Madison's comments reveal the last and, perhaps, most important way federalism pro- tects individual liberty. The existence and operation of the states of the American fed- eral union do not serve individual rights only by allowing the decentralization of power. They do not protect these rights merely by being laboratories of democracy, as Justice Louis D. Brandeis so famously argued. The states also exist as the organizers of re- sistance to the unwarranted exercise of power by the national government. As Alexander Hamilton wrote in Federalist 26,

    ". . . the state legislature who will always be, not only vigilant, but suspicious and jealous guardians of the rights of the citizens against encroachments by the federal government, from the federal government, will constantly have their attention awake to the conduct of the national rulers and will be ready enough if anything improper appears to sound the alarm to the people and not only be they the voice, but if necessary, the arm of their discontent."

States provide an alternate source of political loyalty and a training ground for future po- litical leaders. The Framers of the Constitution certainly foresaw the possibility that the nation's leaders someday might stray from their duty and seek to expand national pow- ers for their own benefit. To guard against this, they believed that federalism, by pro- tecting the autonomy, or reserved powers, of the states, would create centers of political opposition that could control the excesses of the national government.

It is this very autonomy that the Supreme Court continues to protect today. Take away that autonomy and you undermine the ability of the federalist structure to maintain mul- tiple centers of legal and political power.
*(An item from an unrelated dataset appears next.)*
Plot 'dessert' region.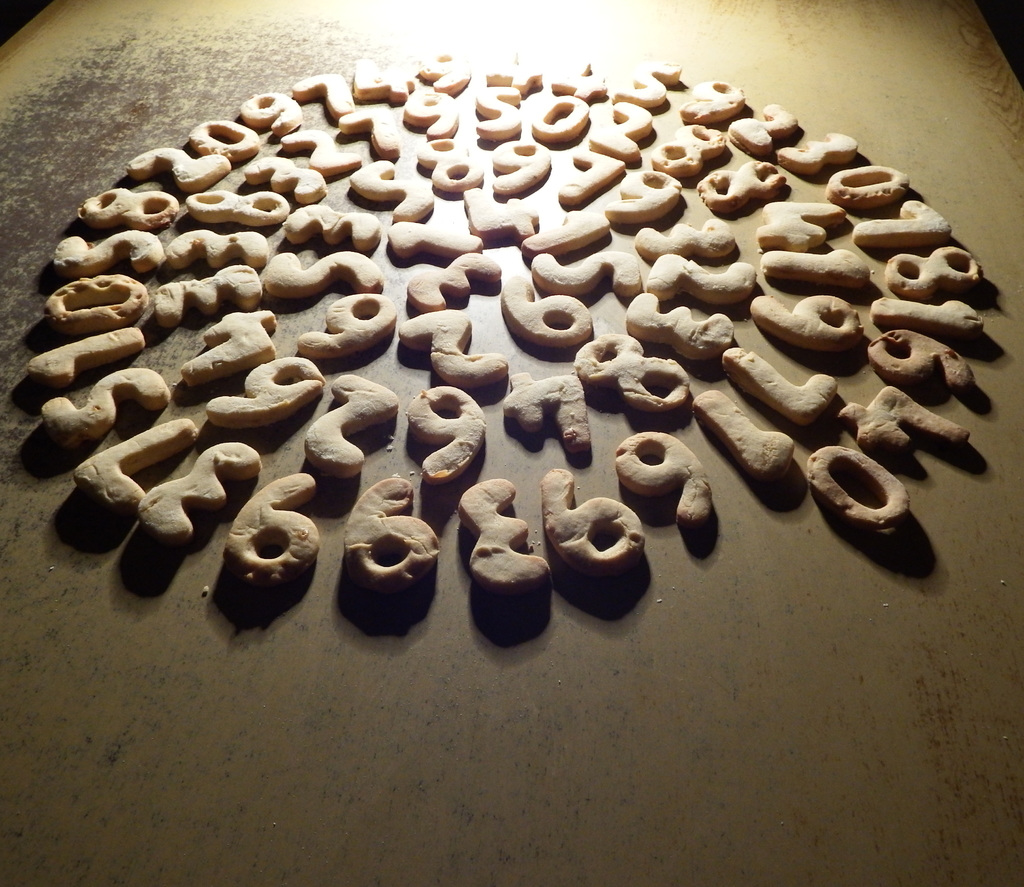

Now, some see all these constitutional checks and balances as bothersome or cumber- some or inconvenient impedients to majority rule. Every age has its important policies that some people believe must be enacted at any cost, regardless of the cost to the con- stitutional structure. Far from being a vise, though, these checks and balances–the "double security," as Madison called them–are the genius of our system of government, and, I might add, the genius of James Madison. While this double security for our liber- ties often frustrates and thwarts the designs of a popular or legislative majority, it con- stitutes the principal strength and advantage of the American constitutional system. For what is an impedient to majority will is equally an impedient to governmental tyranny.

Surely, no one would contend that the majority itself can do no wrong. Our history is replete with all too many instances in which a temporary majority has pursued its own interest at the expense of the individual rights of the minority.
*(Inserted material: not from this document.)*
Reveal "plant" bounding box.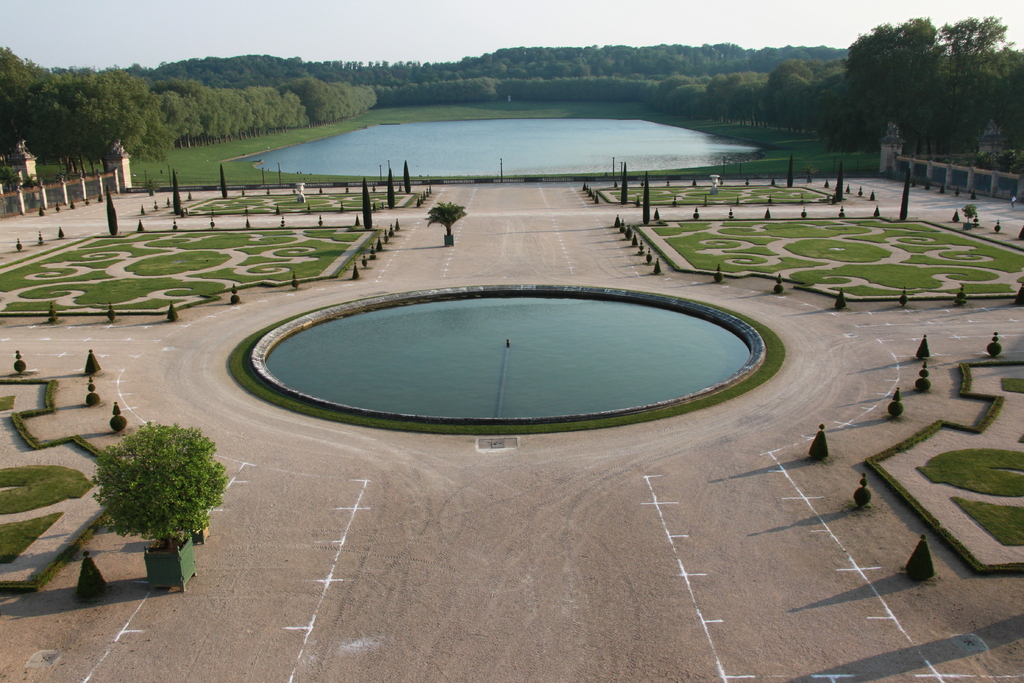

Perhaps, we need even more checks on government. But, at the very least, let us retain and reinvigorate the ones we have. Surely, the lives and the liberty of more than 250 million citizens of this great nation warrant that double security. The constitutional de- vices for protecting and preserving our liberties--the devices designed by James Madi- son and the other Founders--should be kept in good working order so that, in the words of Abraham Lincoln, "government of the people, by the people, and for the people shall not perish from the face of this earth."

That, my friends, would be a worthy 250th. birthday present for Mr. Madison.

More on U.S. Constitutional Law & Political Philosophy



Justice ClarenceThomas has been an Associate Justice on the United States Supreme Court since October 23, 1991. Prior to his appointment to our nation's highest court, Jus- tice Thomas had been a judge of the United States Court of Appeals for the District of Columbia Circuit. Earlier, he had been Chairman of the U.S. Equal Employment Oppor- tunity Commission, Assistant Attorney General of Missouri, and an attorney for the Monsanto Company. A native of Georgia, he has his bachelor's degree from Holy Cross College and his law degree from Yale University Law School.

Justice Thomas presented the foregoing analysis as the James Madison Day Lecture, on March 15, 2001, at James Madison University, Harrisonburg, Virginia.